Unread postby CarlosFerreira » Thu 18 Dec 2008, 19:04:01

dorlomin wrote:The Gruniad pussy foot[/url] around the issue. It seems to be opaque. But it does not look like we have anywhere near the capacity to replace a significant portion of our current fleets with lithium yet. The idea that we could ratchet up a technology from powering hand helds to powering a fleet of cars without hitting cost and scaleability issues is more than I am willing to swallow.

Additionaly finding new sources of energy for the grid to charge these wonder cars will be another headache down the road.

I cant see lithium ion batteries being much more than a niche to allow bigger cars to use less petrol. For the luxuary market only (imo).


It's not just that. Everybody wants a piece of the action.

Common Tragedies wrote:One of scarier shotgun marriages being tossed around liberal circles lately has been the green auto bailout. This is the idea that we can save Detroit by giving them money in exchange for their commitment to build a fleet of electric vehicles. The only problem is that they don’t currently know how to do that. Specifically, the battery technology is years away, while Detroit needs the money yesterday. But many of the true believers remain undeterred, suggesting that we can pay Detroit to build the car “shells” now, and store them until the batteries are ready. [I'll let you insert your own 5 year plan joke here.]

So I was already thinking about this today when Tmoney emailed me a Wall Street Journal article (sub. required) reporting on a consortium of US battery manufactures seeking $1 billion in US loans to manufacture batteries in the United States.
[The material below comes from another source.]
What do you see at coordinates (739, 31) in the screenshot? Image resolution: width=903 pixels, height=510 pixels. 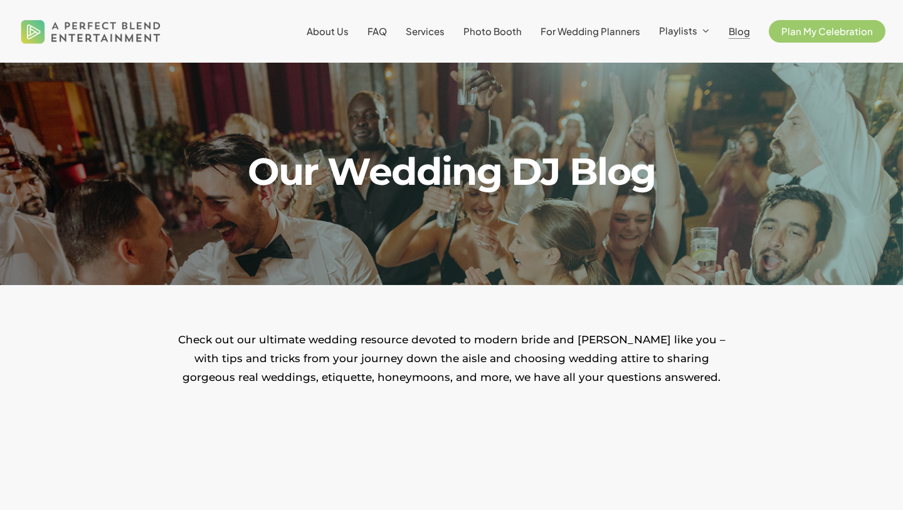 I see `a: Blog` at bounding box center [739, 31].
Now I’m all for subsidizing R&D, but there were some unsettling justifications for the program subtly weaved into the narrative. It’s not that electric car batteries don’t exist, they just don’t exist at a competitive price. Tesla will gladly sell you an electric roadster for $100K. So you’d think that if we really want a fleet of electric cars, we’d be trying to get the batteries from the cheapest source available. Think again. The battery industry has largely migrated from the US to Asia over the past two decades because of cheaper costs and locational spillovers (where do all of your electronics come from?). But this loan would stipulate that all of the money be spent in the US, creating green jobs (there’s bird number two). There is also the vague warning from unspecified “experts” that “battery technology and manufacturing capacity could become as strategically important as oil is today” (and there’s the third bird, national security). I’m no battery expert, but I fail to see the parallels with oil, a geographically concentrated, finite natural resource.